To track different levels of formality in written discourse, we introduce a novel type of lexicon for the German language, with entries ordered by their degree of (in)formality. We start with a set of words extracted from traditional lexicographic resources, extend it by sentence-based similarity computations, and let crowdworkers assess the enlarged set of lexical items on a continuous informal-formal scale as a gold standard for evaluation. We submit this lexicon to an intrinsic evaluation related to the best regression models and their effect on predicting formality scores and complement our investigation by an extrinsic evaluation of formality on a German-language email corpus.
Abusive language detection is an emerging field in natural language processing which has received a large amount of attention recently. Still the success of automatic detection is limited. Particularly, the detection of implicitly abusive language, i.e. abusive language that is not conveyed by abusive words (e.g. dumbass or scum), is not working well. In this position paper, we explain why existing datasets make learning implicit abuse difficult and what needs to be changed in the design of such datasets. Arguing for a divide-and-conquer strategy, we present a list of subtypes of implicitly abusive language and formulate research tasks and questions for future research.
The vast amount of social communication distributed over various electronic media channels (tweets, blogs, emails, etc.), so-called user-generated content (UGC), creates entirely new opportunities for today’s NLP research. Yet, data privacy concerns implied by the unauthorized use of these text streams as a data resource are often neglected. In an attempt to reconciliate the diverging needs of unconstrained raw data use and preservation of data privacy in digital communication, we here investigate the automatic recognition of privacy-sensitive stretches of text in UGC and provide an algorithmic solution for the protection of personal data via pseudonymization. Our focus is directed at the de-identification of emails where personally identifying information does not only refer to the sender but also to those people, locations, dates, and other identifiers mentioned in greetings, boilerplates and the content-carrying body of emails. We evaluate several de-identification procedures and systems on two hitherto non-anonymized German-language email corpora (CodE AlltagS+d and CodE AlltagXL), and generate fully pseudonymized versions for both (CodE Alltag 2.0) in which personally identifying information of all social actors addressed in these mails has been camouflaged (to the greatest extent possible).
In this paper, we describe a workflow for the data-driven acquisition and semantic scaling of a lexicon that covers lexical items from the lower end of the German language register—terms typically considered as rough, vulgar or obscene. Since the fine semantic representation of grades of obscenity can only inadequately be captured at the categorical level (e.g., obscene vs. non-obscene, or rough vs. vulgar), our main contribution lies in applying best-worst scaling, a rating methodology that has already been shown to be useful for emotional language, to capture the relative strength of obscenity of lexical items. We describe the empirical foundations for bootstrapping such a low-end lexicon for German by starting from manually supplied lexicographic categorizations of a small seed set of rough and vulgar lexical items and automatically enlarging this set by means of distributional semantics. We then determine the degrees of obscenity for the full set of all acquired lexical items by letting crowdworkers comparatively assess their pejorative grade using best-worst scaling. This semi-automatically enriched lexicon already comprises 3,300 lexical items and incorporates 33,000 vulgarity ratings. Using it as a seed lexicon for fully automatic lexical acquisition, we were able to raise its coverage up to slightly more than 11,000 entries.
We deal with the pseudonymization of those stretches of text in emails that might allow to identify real individual persons. This task is decomposed into two steps. First, named entities carrying privacy-sensitive information (e.g., names of persons, locations, phone numbers or dates) are identified, and, second, these privacy-bearing entities are replaced by synthetically generated surrogates (e.g., a person originally named ‘John Doe’ is renamed as ‘Bill Powers’). We describe a system architecture for surrogate generation and evaluate our approach on CodeAlltag, a German email corpus.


▶ YOUR TASK: Below are entries to reproduce exactly, apart from their pictures.

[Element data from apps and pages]
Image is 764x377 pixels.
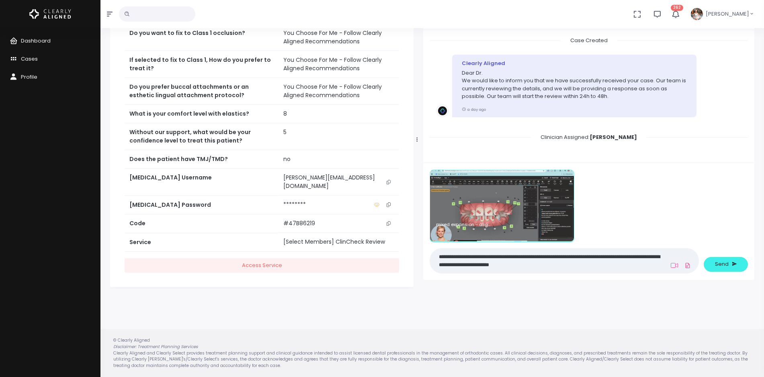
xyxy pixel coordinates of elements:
small: a day ago [462,107,486,112]
th: What is your comfort level with elastics? [125,105,278,123]
th: Do you want to fix to Class 1 occlusion? [125,24,278,51]
b: [PERSON_NAME] [589,133,637,141]
td: #47B86219 [278,215,399,233]
a: Add Files [683,258,692,273]
p: Dear Dr. We would like to inform you that we have successfully received your case. Our team is cu... [462,69,687,100]
span: Send [715,260,729,268]
td: 5 [278,123,399,150]
div: [Select Members] ClinCheck Review [283,238,394,246]
td: You Choose For Me - Follow Clearly Aligned Recommendations [278,51,399,78]
a: Access Service [125,258,399,273]
th: Do you prefer buccal attachments or an esthetic lingual attachment protocol? [125,78,278,105]
td: [PERSON_NAME][EMAIL_ADDRESS][DOMAIN_NAME] [278,169,399,196]
a: Add Loom Video [669,262,679,269]
span: Dashboard [21,37,51,45]
th: Without our support, what would be your confidence level to treat this patient? [125,123,278,150]
th: Service [125,233,278,252]
td: no [278,150,399,169]
td: 8 [278,105,399,123]
div: Clearly Aligned [462,59,687,68]
td: You Choose For Me - Follow Clearly Aligned Recommendations [278,78,399,105]
span: Case Created [561,34,617,47]
div: © Clearly Aligned Clearly Aligned and Clearly Select provides treatment planning support and clin... [105,338,759,369]
th: [MEDICAL_DATA] Username [125,169,278,196]
img: 25138b31c15b47d2875f6de71466c893-99261fb442500a61.gif [430,170,574,241]
span: Clinician Assigned: [531,131,647,143]
button: Send [704,257,748,272]
img: Header Avatar [690,7,704,21]
th: Does the patient have TMJ/TMD? [125,150,278,169]
img: Logo Horizontal [29,6,71,23]
th: Code [125,215,278,233]
th: If selected to fix to Class 1, How do you prefer to treat it? [125,51,278,78]
span: Profile [21,73,37,81]
em: Disclaimer: Treatment Planning Services [113,344,198,350]
td: You Choose For Me - Follow Clearly Aligned Recommendations [278,24,399,51]
th: [MEDICAL_DATA] Password [125,196,278,214]
span: [PERSON_NAME] [706,10,749,18]
span: Cases [21,55,38,63]
span: Remove [436,230,452,235]
p: mixed expansion - aligner only age [DATE][DEMOGRAPHIC_DATA][DATE] [436,222,492,227]
span: 262 [671,5,683,11]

▶ ANSWER TO THE EXERCISE:
Image is 764x377 pixels.
xyxy pixel coordinates of elements:
small: a day ago [462,107,486,112]
th: What is your comfort level with elastics? [125,105,278,123]
th: Do you want to fix to Class 1 occlusion? [125,24,278,51]
b: [PERSON_NAME] [589,133,637,141]
td: #47B86219 [278,215,399,233]
a: Add Files [683,258,692,273]
p: Dear Dr. We would like to inform you that we have successfully received your case. Our team is cu... [462,69,687,100]
span: Send [715,260,729,268]
td: 5 [278,123,399,150]
div: [Select Members] ClinCheck Review [283,238,394,246]
td: You Choose For Me - Follow Clearly Aligned Recommendations [278,51,399,78]
a: Access Service [125,258,399,273]
th: Do you prefer buccal attachments or an esthetic lingual attachment protocol? [125,78,278,105]
td: [PERSON_NAME][EMAIL_ADDRESS][DOMAIN_NAME] [278,169,399,196]
a: Add Loom Video [669,262,679,269]
span: Dashboard [21,37,51,45]
th: Without our support, what would be your confidence level to treat this patient? [125,123,278,150]
th: Service [125,233,278,252]
td: no [278,150,399,169]
td: 8 [278,105,399,123]
div: Clearly Aligned [462,59,687,68]
td: You Choose For Me - Follow Clearly Aligned Recommendations [278,78,399,105]
span: Case Created [561,34,617,47]
div: © Clearly Aligned Clearly Aligned and Clearly Select provides treatment planning support and clin... [105,338,759,369]
th: [MEDICAL_DATA] Username [125,169,278,196]
img: 25138b31c15b47d2875f6de71466c893-99261fb442500a61.gif [430,170,574,241]
span: Clinician Assigned: [531,131,647,143]
button: Send [704,257,748,272]
img: Header Avatar [690,7,704,21]
th: Does the patient have TMJ/TMD? [125,150,278,169]
img: Logo Horizontal [29,6,71,23]
th: Code [125,215,278,233]
th: If selected to fix to Class 1, How do you prefer to treat it? [125,51,278,78]
span: Profile [21,73,37,81]
em: Disclaimer: Treatment Planning Services [113,344,198,350]
td: You Choose For Me - Follow Clearly Aligned Recommendations [278,24,399,51]
th: [MEDICAL_DATA] Password [125,196,278,214]
span: [PERSON_NAME] [706,10,749,18]
span: Cases [21,55,38,63]
span: Remove [436,230,452,235]
p: mixed expansion - aligner only age [DATE][DEMOGRAPHIC_DATA][DATE] [436,222,492,227]
span: 262 [671,5,683,11]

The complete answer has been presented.